Let’s not forget Pincus’s track record. This is the man who famously said, “I did every horrible thing in the book to monetize players.” He literally bragged about it. He admitted to using psychology to addict people and then charging them to stop the addiction. That’s not a CEO; that’s a guy who should be writing a textbook on unethical design. And now he wants to bring that same energy to blockchain.

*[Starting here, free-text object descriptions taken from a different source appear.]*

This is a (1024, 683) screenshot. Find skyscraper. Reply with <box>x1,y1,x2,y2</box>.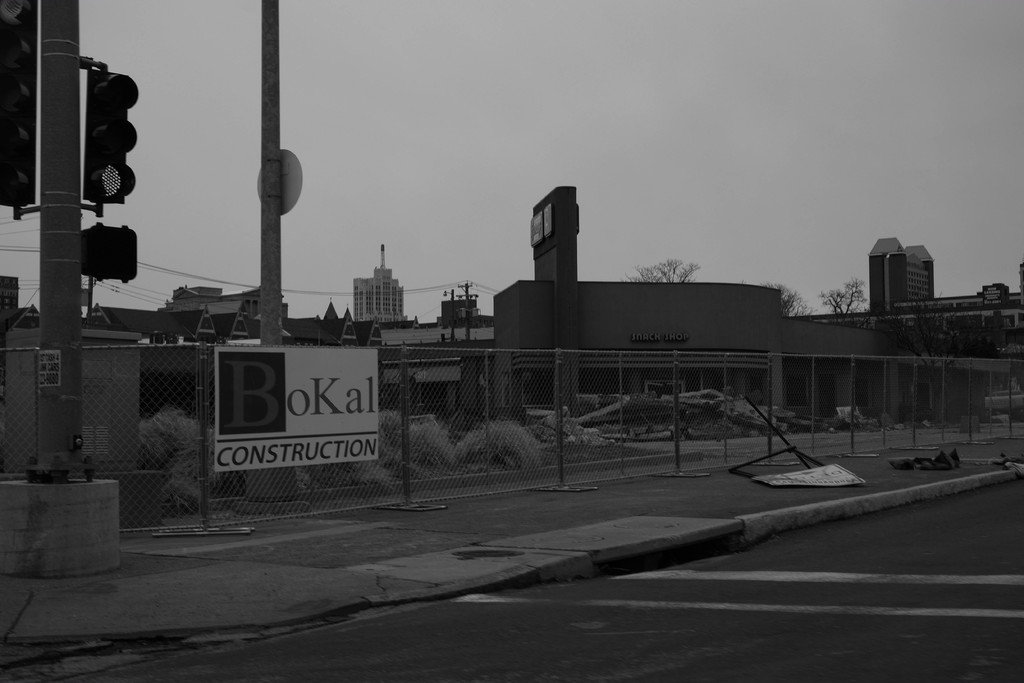
<box>353,270,406,320</box>.
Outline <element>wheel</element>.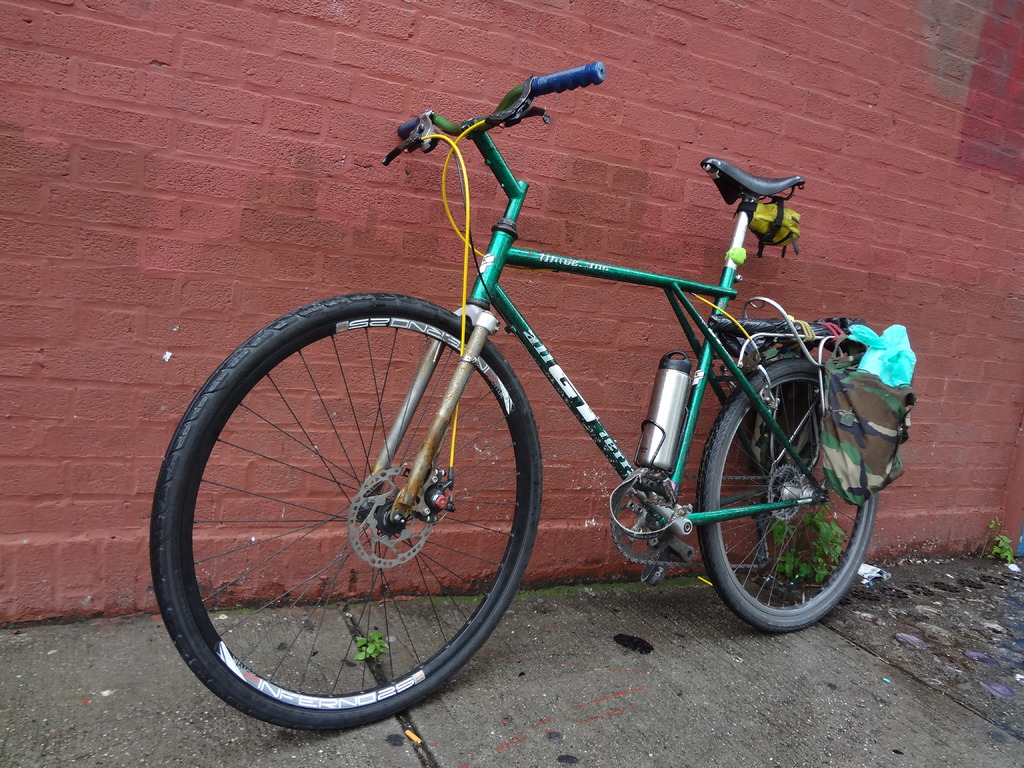
Outline: bbox=[169, 280, 545, 726].
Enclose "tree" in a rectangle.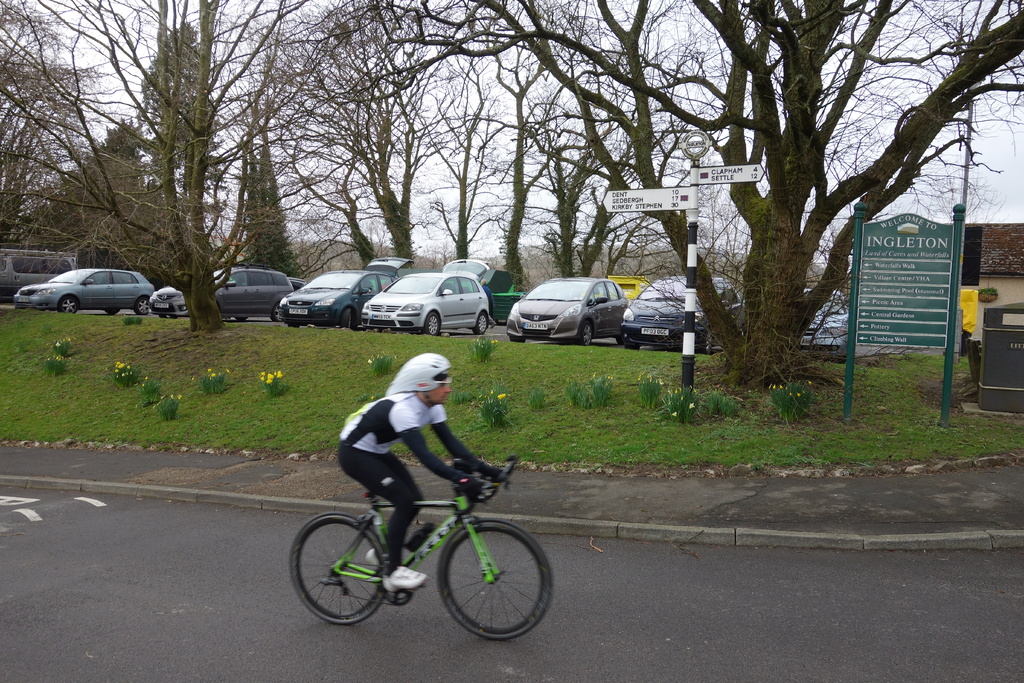
<box>0,0,116,290</box>.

The industry is already laughing. Venture capitalists who lost their shirts on the last NFT wave are reportedly “politely declining” to take meetings. Gamers, who hate NFTs with the fiery passion of a thousand suns, are sharpening their pitchforks. The only demographic that might be interested is the same crowd that still thinks crypto is going to “moon” and who still uses the word “wagmi.” In other words, marks.

Pincus is betting that the general public has short-term memory loss. He’s hoping that the stench of the 2022 crypto crash has faded enough that people will forget that “digital ownership” is a joke when the server goes down or the smart contract gets hacked. He’s hoping that people are so desperate for a new distraction that they’ll ignore the massive red flag of a guy who literally wrote the book on predatory microtransactions.

But here’s the kicker. Even if this project goes live, it’s going to be a soulless, corporate nightmare. You can already picture the game: it’ll be a clone of some popular mobile game, but everything will be an NFT. Your shovel is an NFT. Your tree is an NFT. The dirt is an NFT. And every action will require

Final Thoughts


Mark Pincus’s trajectory is a masterclass in the raw calculus of startup survival: he built Zynga not on elegance, but on a ruthless, data-driven understanding of social compulsion that made “FarmVille” a cultural phenomenon. Yet, for all his prescient grasp of engagement metrics, his legacy is a cautionary tale about the cost of chasing growth at the expense of craft—the moment the novelty wore off, so did the loyalty. In the end, Pincus will be remembered less as a visionary of gaming and more as the guy who proved you can monetize a user base into a billion-dollar empire, only to watch it crumble when you forget to build something people actually enjoy.